This session is for anyone who wants to come together and think through the relationship between dependency, necessity, and capacity as artists, writers, workers, caregivers, and friends. Carolyn will share texts and artworks that consider the materiality of access and care, followed by prompts to help you develop your own access rider—a document that articulates the specific needs, boundaries, and terms of engagement for your creative labor. While riders are often associated with performing arts tours (like Mariah Carey's reasonable request for 20 white kittens and 100 white doves), access riders are useful for anyone navigating institutional relationships.
Rather than accept how institutional in/capacity sets the terms of engagement, we will consider how we negotiate these complex relationships and how an access rider can clarify our own needs and in/capacities. Together, we will outline the kinds of support—financial, physical, emotional, or logistical—you require for yourself and your work. This might involve asking for a specific pay rate, having your work published on accessible platforms, maintaining intellectual copyright, confirming ADA-accessible lodging for travel, or refusing police presence at your events.
We'll explore questions like: What aesthetic forms might be produced through need and incapacity? What does support actually look like for your creative process? What in life is actually beyond measure, invaluable, and also held in common?
More broadly, we'll unpack the relationship between your care and labor. As creative industries demand more, faster, for less, how do we resist institutional extraction while continuing to do our work in ways that feel best? While we don't always control the means of production or the institutions that facilitate the making of our work, we can name the terms of our labor—if we don't create the terms, someone else will do it for us.
By the end of the session, you'll begin drafting your own access rider for navigating the often invisible demands of creative work.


▶ [Required work]
If a record holds a picture, leave the picture out and print everything else exactly.

▶ [Extracted entries]
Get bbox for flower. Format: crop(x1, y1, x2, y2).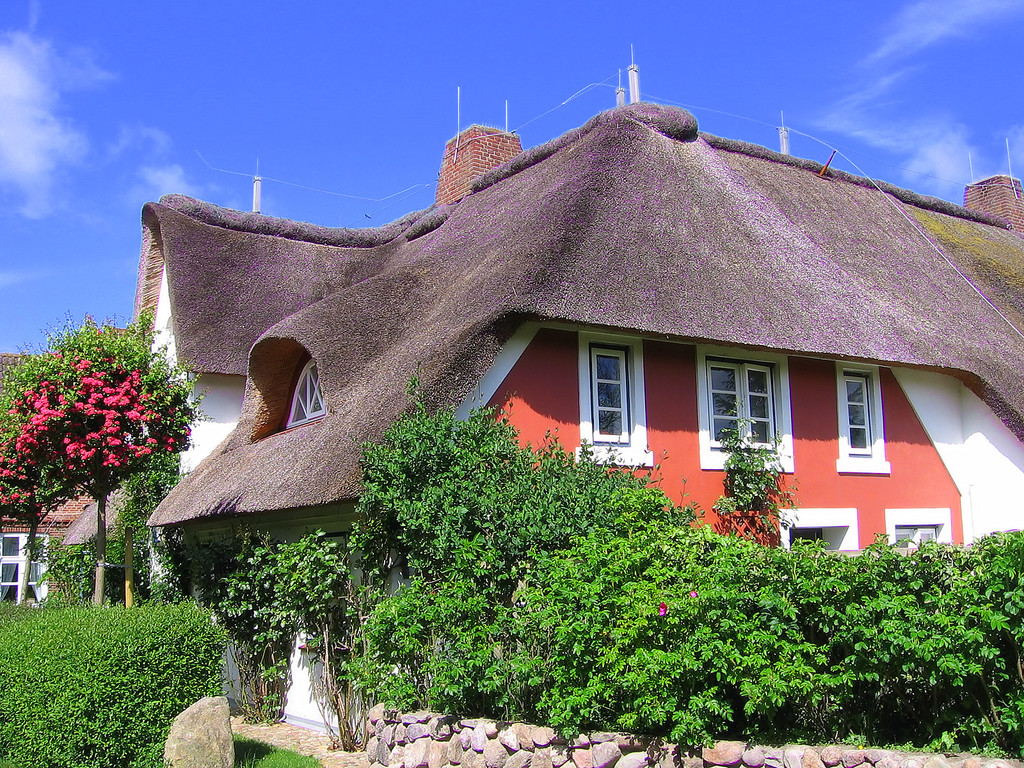
crop(689, 591, 698, 596).
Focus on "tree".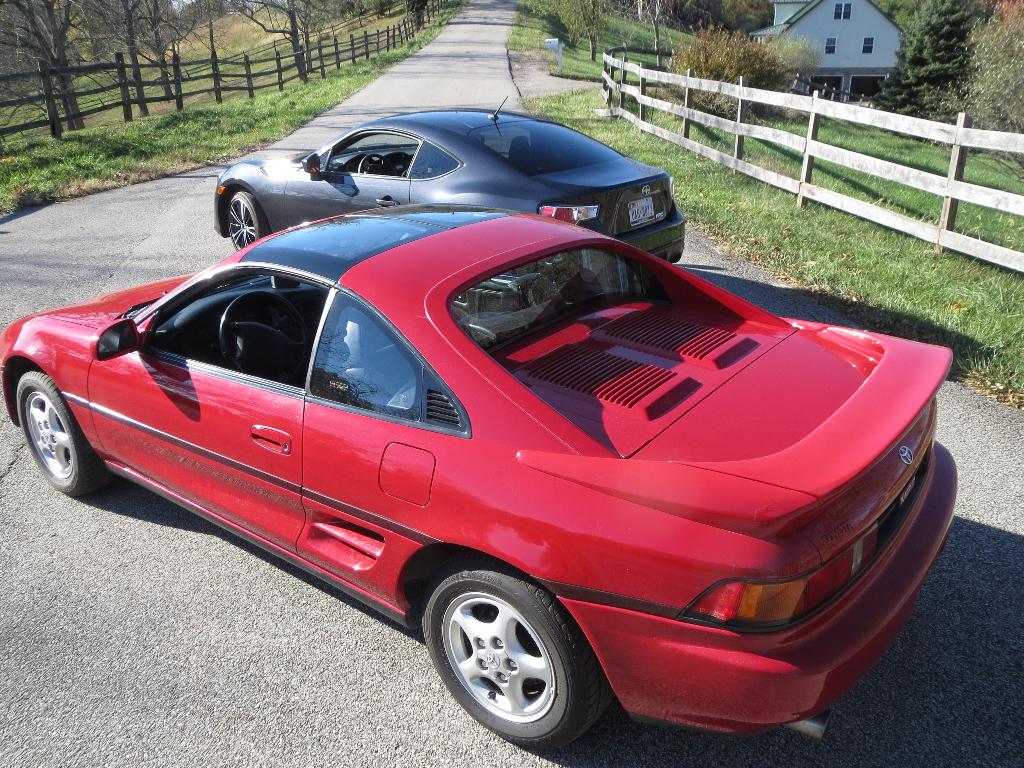
Focused at [636,0,680,68].
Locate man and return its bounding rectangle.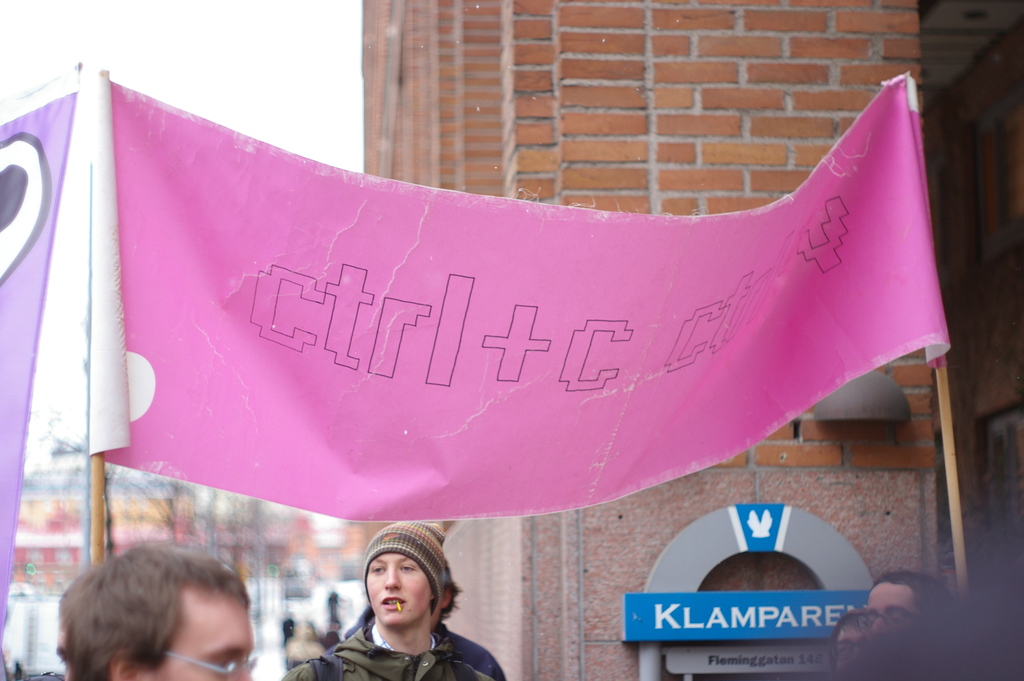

▶ [Response area]
Get bbox for flower. Format: crop(x1, y1, x2, y2).
crop(689, 591, 698, 596).
Focus on "tree".
Focused at [636,0,680,68].
Locate man and return its bounding rectangle.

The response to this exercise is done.